Oklahoma VA Centers Working To Improve Services

<p>Oklahoma talks a good game when it comes to honoring and valuing our veterans, but we're failing at actually taking care of them and providing quality health care. &nbsp;</p>

Wednesday, September 6th 2017, 1:46 pm



Oklahoma talks a good game when it comes to honoring and valuing our veterans, but we're failing at actually taking care of them and providing quality health care. Last October, 73-year-old Vietnam veteran Owen Peterson died of sepsis at the Talihina Veterans Center after maggots were found in his body.

Four months later, 70-year-old Leonard Smith, another Vietnam vet, died by choking on a plastic bag in his throat - also at Talihina.

Dr. Treva Graham is medical director at the Clinton Veterans Center. 

"These things could happen anywhere," said Dr. Treva Graham, Medical Director of the Clinton VA Center.
 
Clinton and Talihina are two of the state's seven veterans centers. The others are in Norman, Ardmore, Claremore, Sulphur, and Lawton.  Together, these facilities provide intermediate to skilled nursing to about 1,400 veterans, many of them battling very serious illness.

"These people are very often plagued with Alzheimer's, and they don't always remember that they can't walk or that they know what to do with things that come into their hands," Dr. Graham said. "They might try to eat something that's not really appropriate for them to eat."

Graham says, despite a few incidents that get bad press, the care at the state's veterans centers is overwhelmingly good. She says the centers have full-time RNs, pharmacists, physical therapists, social workers, as well as service officers to help the veterans with their benefits.

"We feel like we need to treat them just like we would if they were our family," she said. "We want them to be as well cared for as if they were our own father, our own brother, our own uncle."

Of course, far more veterans get their care through the federal VA system: 61,000 walked through the doors of the Oklahoma City VA Hospital last year.

Russell Wolfe is one of them.

"I've used VA cares all over," he said. 

Wolfe just recently finished his degree at UCO in Edmond, but it's been 21 years since he was paralyzed in the line of duty. He's gotten VA care all over the country and says he's seen the good, the bad and the ugly.

"Every facility's different," Wolfe said. "I try to keep an open mind about that specifically."

He says his experiences in Oklahoma have been positive - with the exception of a recent attempt to get VA approval to adapt his car for his wheelchair.

"Well, they disapproved my adaptation to my vehicle, and I'm like, 'I've got the paperwork right here,' and they're like, 'well, you're not approved,' and I'm like, 'I have the paperwork.' They're like, 'well, it's not in our system,'" he said.

Wade Vlosich is the director of the Oklahoma City VA Health Care System.

"I think we have improved; we're not where we need to be," he said.

Vlosich took the reins of the Oklahoma City VA Health Care System just over a year ago. He says there were a variety of problems - a lack of good nurses, doctors underperforming, poor communications.  

"There was just no leadership," Vlosich said. "And when you had leadership here, there was just no continuity and no focus."

Vlosich set out quickly to change that through personnel moves, aggressive recruiting, and increased outreach to veterans. Vlosich has also expanded mental health services for veterans through telemedicine, increased outpatient services by pushing for greater productivity, and cracked down on fraud.

He says on the VA's five-star rating scale, they've jumped from a one to a three.

"Our goal is to be a five-star facility and be the leader in the nation, and I think we can get there," said Wade Vlosich, director of the Oklahoma City VA Health Care System.

Of course, OKC isn't the only VA facility in Oklahoma. There are more than a dozen outpatient clinics spread across the state and another center like the one in Muskogee. A recent inspector general investigation into the Muskogee VA, requested by Senator Jim Inhofe, found deficiencies in leadership stability, staffing, and timeliness, among other things. Like Oklahoma City, Muskogee currently has a rating of three stars.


Exercise description → Retype the listing found below exactly, but leave out each picture.

Provided information →
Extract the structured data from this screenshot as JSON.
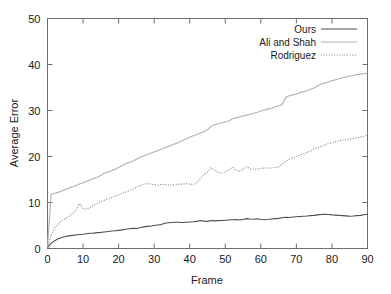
{
  "chart_data": {
    "type": "line",
    "title": "",
    "xlabel": "Frame",
    "ylabel": "Average Error",
    "xlim": [
      0,
      90
    ],
    "ylim": [
      0,
      50
    ],
    "xticks": [
      0,
      10,
      20,
      30,
      40,
      50,
      60,
      70,
      80,
      90
    ],
    "yticks": [
      0,
      10,
      20,
      30,
      40,
      50
    ],
    "grid": false,
    "legend_position": "top-right-inside",
    "x": [
      0,
      1,
      2,
      3,
      4,
      5,
      6,
      7,
      8,
      9,
      10,
      11,
      12,
      13,
      14,
      15,
      16,
      17,
      18,
      19,
      20,
      21,
      22,
      23,
      24,
      25,
      26,
      27,
      28,
      29,
      30,
      31,
      32,
      33,
      34,
      35,
      36,
      37,
      38,
      39,
      40,
      41,
      42,
      43,
      44,
      45,
      46,
      47,
      48,
      49,
      50,
      51,
      52,
      53,
      54,
      55,
      56,
      57,
      58,
      59,
      60,
      61,
      62,
      63,
      64,
      65,
      66,
      67,
      68,
      69,
      70,
      71,
      72,
      73,
      74,
      75,
      76,
      77,
      78,
      79,
      80,
      81,
      82,
      83,
      84,
      85,
      86,
      87,
      88,
      89,
      90
    ],
    "series": [
      {
        "name": "Ours",
        "style": "solid",
        "color": "#4d4d4d",
        "width": 1.1,
        "values": [
          0.2,
          1.1,
          1.7,
          2.1,
          2.4,
          2.6,
          2.75,
          2.85,
          2.95,
          3.05,
          3.1,
          3.2,
          3.3,
          3.35,
          3.45,
          3.5,
          3.6,
          3.7,
          3.8,
          3.85,
          3.95,
          4.05,
          4.2,
          4.3,
          4.4,
          4.35,
          4.5,
          4.7,
          4.8,
          4.85,
          5.0,
          5.1,
          5.2,
          5.5,
          5.6,
          5.65,
          5.7,
          5.7,
          5.65,
          5.7,
          5.75,
          5.8,
          5.9,
          6.1,
          5.95,
          5.9,
          6.1,
          6.0,
          6.05,
          6.1,
          6.15,
          6.2,
          6.25,
          6.3,
          6.2,
          6.3,
          6.5,
          6.4,
          6.35,
          6.45,
          6.3,
          6.25,
          6.3,
          6.4,
          6.5,
          6.55,
          6.7,
          6.8,
          6.75,
          6.85,
          6.9,
          6.95,
          7.0,
          7.05,
          7.15,
          7.2,
          7.3,
          7.4,
          7.45,
          7.4,
          7.3,
          7.25,
          7.2,
          7.15,
          7.1,
          7.0,
          7.05,
          7.15,
          7.2,
          7.35,
          7.45
        ]
      },
      {
        "name": "Ali and Shah",
        "style": "solid",
        "color": "#b0b0b0",
        "width": 1.1,
        "values": [
          0.3,
          11.8,
          12.0,
          12.2,
          12.5,
          12.8,
          13.1,
          13.4,
          13.7,
          14.0,
          14.3,
          14.6,
          14.9,
          15.2,
          15.5,
          15.9,
          16.4,
          16.6,
          16.9,
          17.2,
          17.6,
          18.0,
          18.4,
          18.7,
          19.0,
          19.4,
          19.8,
          20.1,
          20.4,
          20.7,
          21.0,
          21.3,
          21.6,
          21.9,
          22.2,
          22.5,
          22.8,
          23.1,
          23.5,
          23.8,
          24.2,
          24.5,
          24.8,
          25.1,
          25.4,
          25.8,
          26.6,
          26.9,
          27.1,
          27.3,
          27.5,
          27.7,
          28.2,
          28.4,
          28.6,
          28.8,
          29.0,
          29.2,
          29.4,
          29.6,
          29.9,
          30.1,
          30.3,
          30.5,
          30.8,
          31.0,
          31.3,
          32.9,
          33.2,
          33.4,
          33.6,
          33.9,
          34.1,
          34.3,
          34.6,
          34.9,
          35.4,
          35.7,
          36.0,
          36.2,
          36.5,
          36.7,
          36.9,
          37.1,
          37.3,
          37.5,
          37.6,
          37.8,
          37.9,
          38.0,
          38.1
        ]
      },
      {
        "name": "Rodriguez",
        "style": "dotted",
        "color": "#808080",
        "width": 1.1,
        "values": [
          0.2,
          3.0,
          4.4,
          5.3,
          6.0,
          6.5,
          7.0,
          7.5,
          8.3,
          9.8,
          8.7,
          8.5,
          9.0,
          9.4,
          9.8,
          10.2,
          10.5,
          10.8,
          11.1,
          11.4,
          11.7,
          12.0,
          12.3,
          12.6,
          12.9,
          13.3,
          13.7,
          14.0,
          14.1,
          14.0,
          13.9,
          13.8,
          13.9,
          13.9,
          13.8,
          13.8,
          13.9,
          14.0,
          14.0,
          14.1,
          14.0,
          13.9,
          14.3,
          15.2,
          16.1,
          16.6,
          17.6,
          17.0,
          16.5,
          16.4,
          16.7,
          17.1,
          17.7,
          17.0,
          16.8,
          17.3,
          17.8,
          17.3,
          17.2,
          17.3,
          17.4,
          17.5,
          17.5,
          17.5,
          17.6,
          17.7,
          18.3,
          19.0,
          19.4,
          19.7,
          20.0,
          20.3,
          20.6,
          20.9,
          21.2,
          21.6,
          21.9,
          22.2,
          22.5,
          22.8,
          23.0,
          23.2,
          23.4,
          23.6,
          23.7,
          23.8,
          23.9,
          24.0,
          24.2,
          24.4,
          24.6
        ]
      }
    ]
  },
  "axes": {
    "ylabel": "Average Error",
    "xlabel": "Frame",
    "ytick_labels": [
      "0",
      "10",
      "20",
      "30",
      "40",
      "50"
    ],
    "xtick_labels": [
      "0",
      "10",
      "20",
      "30",
      "40",
      "50",
      "60",
      "70",
      "80",
      "90"
    ]
  },
  "legend": {
    "entries": [
      {
        "label": "Ours",
        "style": "solid",
        "color": "#4d4d4d"
      },
      {
        "label": "Ali and Shah",
        "style": "solid",
        "color": "#b0b0b0"
      },
      {
        "label": "Rodriguez",
        "style": "dotted",
        "color": "#808080"
      }
    ]
  },
  "colors": {
    "axis": "#6e6e6e",
    "text": "#1a1a1a",
    "background": "#ffffff",
    "ours": "#4d4d4d",
    "ali_and_shah": "#b0b0b0",
    "rodriguez": "#808080"
  }
}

The answer →
Extract the structured data from this screenshot as JSON.
{
  "chart_data": {
    "type": "line",
    "title": "",
    "xlabel": "Frame",
    "ylabel": "Average Error",
    "xlim": [
      0,
      90
    ],
    "ylim": [
      0,
      50
    ],
    "xticks": [
      0,
      10,
      20,
      30,
      40,
      50,
      60,
      70,
      80,
      90
    ],
    "yticks": [
      0,
      10,
      20,
      30,
      40,
      50
    ],
    "grid": false,
    "legend_position": "top-right-inside",
    "x": [
      0,
      1,
      2,
      3,
      4,
      5,
      6,
      7,
      8,
      9,
      10,
      11,
      12,
      13,
      14,
      15,
      16,
      17,
      18,
      19,
      20,
      21,
      22,
      23,
      24,
      25,
      26,
      27,
      28,
      29,
      30,
      31,
      32,
      33,
      34,
      35,
      36,
      37,
      38,
      39,
      40,
      41,
      42,
      43,
      44,
      45,
      46,
      47,
      48,
      49,
      50,
      51,
      52,
      53,
      54,
      55,
      56,
      57,
      58,
      59,
      60,
      61,
      62,
      63,
      64,
      65,
      66,
      67,
      68,
      69,
      70,
      71,
      72,
      73,
      74,
      75,
      76,
      77,
      78,
      79,
      80,
      81,
      82,
      83,
      84,
      85,
      86,
      87,
      88,
      89,
      90
    ],
    "series": [
      {
        "name": "Ours",
        "style": "solid",
        "color": "#4d4d4d",
        "width": 1.1,
        "values": [
          0.2,
          1.1,
          1.7,
          2.1,
          2.4,
          2.6,
          2.75,
          2.85,
          2.95,
          3.05,
          3.1,
          3.2,
          3.3,
          3.35,
          3.45,
          3.5,
          3.6,
          3.7,
          3.8,
          3.85,
          3.95,
          4.05,
          4.2,
          4.3,
          4.4,
          4.35,
          4.5,
          4.7,
          4.8,
          4.85,
          5.0,
          5.1,
          5.2,
          5.5,
          5.6,
          5.65,
          5.7,
          5.7,
          5.65,
          5.7,
          5.75,
          5.8,
          5.9,
          6.1,
          5.95,
          5.9,
          6.1,
          6.0,
          6.05,
          6.1,
          6.15,
          6.2,
          6.25,
          6.3,
          6.2,
          6.3,
          6.5,
          6.4,
          6.35,
          6.45,
          6.3,
          6.25,
          6.3,
          6.4,
          6.5,
          6.55,
          6.7,
          6.8,
          6.75,
          6.85,
          6.9,
          6.95,
          7.0,
          7.05,
          7.15,
          7.2,
          7.3,
          7.4,
          7.45,
          7.4,
          7.3,
          7.25,
          7.2,
          7.15,
          7.1,
          7.0,
          7.05,
          7.15,
          7.2,
          7.35,
          7.45
        ]
      },
      {
        "name": "Ali and Shah",
        "style": "solid",
        "color": "#b0b0b0",
        "width": 1.1,
        "values": [
          0.3,
          11.8,
          12.0,
          12.2,
          12.5,
          12.8,
          13.1,
          13.4,
          13.7,
          14.0,
          14.3,
          14.6,
          14.9,
          15.2,
          15.5,
          15.9,
          16.4,
          16.6,
          16.9,
          17.2,
          17.6,
          18.0,
          18.4,
          18.7,
          19.0,
          19.4,
          19.8,
          20.1,
          20.4,
          20.7,
          21.0,
          21.3,
          21.6,
          21.9,
          22.2,
          22.5,
          22.8,
          23.1,
          23.5,
          23.8,
          24.2,
          24.5,
          24.8,
          25.1,
          25.4,
          25.8,
          26.6,
          26.9,
          27.1,
          27.3,
          27.5,
          27.7,
          28.2,
          28.4,
          28.6,
          28.8,
          29.0,
          29.2,
          29.4,
          29.6,
          29.9,
          30.1,
          30.3,
          30.5,
          30.8,
          31.0,
          31.3,
          32.9,
          33.2,
          33.4,
          33.6,
          33.9,
          34.1,
          34.3,
          34.6,
          34.9,
          35.4,
          35.7,
          36.0,
          36.2,
          36.5,
          36.7,
          36.9,
          37.1,
          37.3,
          37.5,
          37.6,
          37.8,
          37.9,
          38.0,
          38.1
        ]
      },
      {
        "name": "Rodriguez",
        "style": "dotted",
        "color": "#808080",
        "width": 1.1,
        "values": [
          0.2,
          3.0,
          4.4,
          5.3,
          6.0,
          6.5,
          7.0,
          7.5,
          8.3,
          9.8,
          8.7,
          8.5,
          9.0,
          9.4,
          9.8,
          10.2,
          10.5,
          10.8,
          11.1,
          11.4,
          11.7,
          12.0,
          12.3,
          12.6,
          12.9,
          13.3,
          13.7,
          14.0,
          14.1,
          14.0,
          13.9,
          13.8,
          13.9,
          13.9,
          13.8,
          13.8,
          13.9,
          14.0,
          14.0,
          14.1,
          14.0,
          13.9,
          14.3,
          15.2,
          16.1,
          16.6,
          17.6,
          17.0,
          16.5,
          16.4,
          16.7,
          17.1,
          17.7,
          17.0,
          16.8,
          17.3,
          17.8,
          17.3,
          17.2,
          17.3,
          17.4,
          17.5,
          17.5,
          17.5,
          17.6,
          17.7,
          18.3,
          19.0,
          19.4,
          19.7,
          20.0,
          20.3,
          20.6,
          20.9,
          21.2,
          21.6,
          21.9,
          22.2,
          22.5,
          22.8,
          23.0,
          23.2,
          23.4,
          23.6,
          23.7,
          23.8,
          23.9,
          24.0,
          24.2,
          24.4,
          24.6
        ]
      }
    ]
  },
  "axes": {
    "ylabel": "Average Error",
    "xlabel": "Frame",
    "ytick_labels": [
      "0",
      "10",
      "20",
      "30",
      "40",
      "50"
    ],
    "xtick_labels": [
      "0",
      "10",
      "20",
      "30",
      "40",
      "50",
      "60",
      "70",
      "80",
      "90"
    ]
  },
  "legend": {
    "entries": [
      {
        "label": "Ours",
        "style": "solid",
        "color": "#4d4d4d"
      },
      {
        "label": "Ali and Shah",
        "style": "solid",
        "color": "#b0b0b0"
      },
      {
        "label": "Rodriguez",
        "style": "dotted",
        "color": "#808080"
      }
    ]
  },
  "colors": {
    "axis": "#6e6e6e",
    "text": "#1a1a1a",
    "background": "#ffffff",
    "ours": "#4d4d4d",
    "ali_and_shah": "#b0b0b0",
    "rodriguez": "#808080"
  }
}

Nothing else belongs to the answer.